#### Stored records
···

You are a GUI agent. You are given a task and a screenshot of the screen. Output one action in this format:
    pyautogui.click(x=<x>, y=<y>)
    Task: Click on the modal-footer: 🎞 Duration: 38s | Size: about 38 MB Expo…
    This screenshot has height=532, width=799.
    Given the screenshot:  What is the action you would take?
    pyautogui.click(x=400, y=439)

···

#### Directions for this task
I'd like the lines above from the one with "pyautogui.click(x=<x>, y=<y>)" up to and including the one with "This screenshot has" copied exactly, with no other lines.

#### Reply to the exercise
    pyautogui.click(x=<x>, y=<y>)
    Task: Click on the modal-footer: 🎞 Duration: 38s | Size: about 38 MB Expo…
    This screenshot has height=532, width=799.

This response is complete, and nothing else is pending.